═══ Source data ═══

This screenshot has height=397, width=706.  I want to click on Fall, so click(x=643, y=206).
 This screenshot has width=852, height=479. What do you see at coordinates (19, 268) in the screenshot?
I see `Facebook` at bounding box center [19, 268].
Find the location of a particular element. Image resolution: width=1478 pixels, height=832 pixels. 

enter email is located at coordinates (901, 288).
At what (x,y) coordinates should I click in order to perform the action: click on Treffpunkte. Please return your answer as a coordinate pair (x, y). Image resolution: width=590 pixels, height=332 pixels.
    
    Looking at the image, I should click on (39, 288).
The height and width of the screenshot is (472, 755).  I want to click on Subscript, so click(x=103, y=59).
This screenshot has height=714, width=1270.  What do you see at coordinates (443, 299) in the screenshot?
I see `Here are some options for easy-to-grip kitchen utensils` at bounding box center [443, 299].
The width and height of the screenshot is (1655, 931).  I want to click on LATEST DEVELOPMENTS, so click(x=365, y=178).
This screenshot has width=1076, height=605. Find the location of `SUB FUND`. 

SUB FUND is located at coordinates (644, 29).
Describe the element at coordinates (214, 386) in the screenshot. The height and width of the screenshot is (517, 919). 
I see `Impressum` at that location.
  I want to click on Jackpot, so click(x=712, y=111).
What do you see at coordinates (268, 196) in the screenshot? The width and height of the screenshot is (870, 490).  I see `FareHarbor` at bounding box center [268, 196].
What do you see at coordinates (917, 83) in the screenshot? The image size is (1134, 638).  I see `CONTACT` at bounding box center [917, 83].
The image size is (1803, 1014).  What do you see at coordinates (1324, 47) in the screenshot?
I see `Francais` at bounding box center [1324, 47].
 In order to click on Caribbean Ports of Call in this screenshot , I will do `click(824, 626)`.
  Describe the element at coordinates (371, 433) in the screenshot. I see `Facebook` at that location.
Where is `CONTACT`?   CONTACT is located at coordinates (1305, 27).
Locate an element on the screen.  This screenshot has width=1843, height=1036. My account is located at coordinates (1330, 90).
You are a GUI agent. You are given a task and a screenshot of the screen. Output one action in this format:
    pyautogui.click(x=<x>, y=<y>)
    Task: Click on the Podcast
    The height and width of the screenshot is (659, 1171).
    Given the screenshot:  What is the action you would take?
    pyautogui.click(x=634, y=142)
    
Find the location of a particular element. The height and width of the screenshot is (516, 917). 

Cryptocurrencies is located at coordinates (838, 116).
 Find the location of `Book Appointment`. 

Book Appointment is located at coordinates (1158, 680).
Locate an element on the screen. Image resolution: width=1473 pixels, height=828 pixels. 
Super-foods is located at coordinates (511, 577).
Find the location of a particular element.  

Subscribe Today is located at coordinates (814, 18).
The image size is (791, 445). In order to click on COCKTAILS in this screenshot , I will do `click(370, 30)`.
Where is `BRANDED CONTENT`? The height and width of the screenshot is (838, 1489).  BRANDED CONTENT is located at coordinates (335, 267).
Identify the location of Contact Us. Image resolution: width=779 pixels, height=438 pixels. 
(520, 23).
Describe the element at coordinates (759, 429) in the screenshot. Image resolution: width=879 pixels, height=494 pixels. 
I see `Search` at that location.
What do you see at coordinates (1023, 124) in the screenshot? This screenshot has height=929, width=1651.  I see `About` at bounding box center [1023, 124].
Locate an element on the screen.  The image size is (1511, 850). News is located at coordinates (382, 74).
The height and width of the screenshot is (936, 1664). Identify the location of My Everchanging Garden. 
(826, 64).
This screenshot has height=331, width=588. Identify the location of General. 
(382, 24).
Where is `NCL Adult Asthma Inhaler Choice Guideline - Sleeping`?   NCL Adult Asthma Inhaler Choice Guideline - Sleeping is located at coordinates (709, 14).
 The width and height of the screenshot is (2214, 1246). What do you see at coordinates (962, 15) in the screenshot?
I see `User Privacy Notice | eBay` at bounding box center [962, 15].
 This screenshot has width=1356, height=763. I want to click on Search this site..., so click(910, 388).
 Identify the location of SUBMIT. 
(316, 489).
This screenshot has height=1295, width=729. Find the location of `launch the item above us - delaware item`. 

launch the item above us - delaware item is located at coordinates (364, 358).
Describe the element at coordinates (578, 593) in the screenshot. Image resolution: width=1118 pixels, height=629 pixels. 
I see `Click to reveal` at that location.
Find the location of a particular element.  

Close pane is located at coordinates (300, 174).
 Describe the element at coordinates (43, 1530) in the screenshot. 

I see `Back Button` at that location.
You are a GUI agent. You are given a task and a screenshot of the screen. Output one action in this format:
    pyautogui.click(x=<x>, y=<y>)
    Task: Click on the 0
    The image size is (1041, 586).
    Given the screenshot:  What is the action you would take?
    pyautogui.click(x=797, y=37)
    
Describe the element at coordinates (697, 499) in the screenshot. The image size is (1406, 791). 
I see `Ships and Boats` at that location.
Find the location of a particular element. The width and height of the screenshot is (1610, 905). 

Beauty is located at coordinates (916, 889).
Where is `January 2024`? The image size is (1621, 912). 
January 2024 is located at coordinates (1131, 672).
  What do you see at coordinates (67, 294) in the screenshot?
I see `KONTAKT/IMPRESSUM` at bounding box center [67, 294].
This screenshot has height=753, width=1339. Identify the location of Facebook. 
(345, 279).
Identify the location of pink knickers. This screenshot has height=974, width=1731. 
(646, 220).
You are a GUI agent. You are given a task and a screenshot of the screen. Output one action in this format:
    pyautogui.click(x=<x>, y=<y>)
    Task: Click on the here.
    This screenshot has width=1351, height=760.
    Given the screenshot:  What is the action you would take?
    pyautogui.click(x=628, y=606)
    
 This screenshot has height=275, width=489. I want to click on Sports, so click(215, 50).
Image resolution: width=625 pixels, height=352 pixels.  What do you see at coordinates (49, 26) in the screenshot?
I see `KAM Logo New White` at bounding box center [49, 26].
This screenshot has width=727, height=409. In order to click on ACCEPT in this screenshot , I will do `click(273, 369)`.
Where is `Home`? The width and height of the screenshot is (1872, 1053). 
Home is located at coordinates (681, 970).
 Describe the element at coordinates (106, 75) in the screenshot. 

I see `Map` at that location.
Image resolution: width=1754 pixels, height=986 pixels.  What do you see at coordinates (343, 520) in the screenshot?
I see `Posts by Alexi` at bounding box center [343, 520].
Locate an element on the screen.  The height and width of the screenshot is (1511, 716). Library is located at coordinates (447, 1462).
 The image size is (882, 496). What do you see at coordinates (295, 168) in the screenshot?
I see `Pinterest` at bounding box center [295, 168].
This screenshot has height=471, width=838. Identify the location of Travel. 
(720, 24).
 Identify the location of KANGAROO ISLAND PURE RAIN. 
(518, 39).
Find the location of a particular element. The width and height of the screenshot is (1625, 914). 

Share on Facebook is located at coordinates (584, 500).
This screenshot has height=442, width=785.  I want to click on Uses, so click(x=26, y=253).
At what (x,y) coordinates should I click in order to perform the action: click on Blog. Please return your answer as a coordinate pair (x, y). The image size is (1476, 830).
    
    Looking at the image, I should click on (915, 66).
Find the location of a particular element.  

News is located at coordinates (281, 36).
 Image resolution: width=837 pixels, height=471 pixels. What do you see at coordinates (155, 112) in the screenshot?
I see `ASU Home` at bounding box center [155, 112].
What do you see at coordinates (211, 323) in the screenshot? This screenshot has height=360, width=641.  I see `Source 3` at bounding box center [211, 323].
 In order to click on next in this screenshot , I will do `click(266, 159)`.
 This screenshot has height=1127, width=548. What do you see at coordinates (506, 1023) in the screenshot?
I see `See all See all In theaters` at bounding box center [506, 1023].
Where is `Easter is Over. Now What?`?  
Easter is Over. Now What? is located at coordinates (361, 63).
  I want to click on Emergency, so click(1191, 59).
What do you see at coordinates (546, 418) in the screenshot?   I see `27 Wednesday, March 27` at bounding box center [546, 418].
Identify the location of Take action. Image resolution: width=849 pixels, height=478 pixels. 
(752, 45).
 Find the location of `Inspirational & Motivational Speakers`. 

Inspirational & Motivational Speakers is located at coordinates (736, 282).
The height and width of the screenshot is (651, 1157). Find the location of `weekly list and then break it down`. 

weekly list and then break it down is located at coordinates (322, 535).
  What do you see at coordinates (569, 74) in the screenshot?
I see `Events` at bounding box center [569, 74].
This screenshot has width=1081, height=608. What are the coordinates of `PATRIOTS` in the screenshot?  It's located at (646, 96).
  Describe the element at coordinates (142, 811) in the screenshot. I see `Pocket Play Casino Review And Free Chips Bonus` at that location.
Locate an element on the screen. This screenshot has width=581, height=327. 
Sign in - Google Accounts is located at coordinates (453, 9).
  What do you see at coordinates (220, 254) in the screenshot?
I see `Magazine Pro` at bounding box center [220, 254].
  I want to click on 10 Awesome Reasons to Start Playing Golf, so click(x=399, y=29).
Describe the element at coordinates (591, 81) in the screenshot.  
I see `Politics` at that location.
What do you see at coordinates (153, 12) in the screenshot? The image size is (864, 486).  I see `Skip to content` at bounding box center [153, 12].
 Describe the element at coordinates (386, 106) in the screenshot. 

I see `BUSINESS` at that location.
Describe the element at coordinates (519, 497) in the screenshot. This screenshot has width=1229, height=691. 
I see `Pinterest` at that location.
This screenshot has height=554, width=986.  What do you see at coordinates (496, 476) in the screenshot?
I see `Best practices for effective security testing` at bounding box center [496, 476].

═══

To do
Write out only those lines that fall between the one containing "What do you see at coordinates (153, 12)" and the end of the entries, the first and last included, exactly as they read.

Output for this task
What do you see at coordinates (153, 12) in the screenshot? The image size is (864, 486).  I see `Skip to content` at bounding box center [153, 12].
 Describe the element at coordinates (386, 106) in the screenshot. 

I see `BUSINESS` at that location.
Describe the element at coordinates (519, 497) in the screenshot. This screenshot has width=1229, height=691. 
I see `Pinterest` at that location.
This screenshot has height=554, width=986.  What do you see at coordinates (496, 476) in the screenshot?
I see `Best practices for effective security testing` at bounding box center [496, 476].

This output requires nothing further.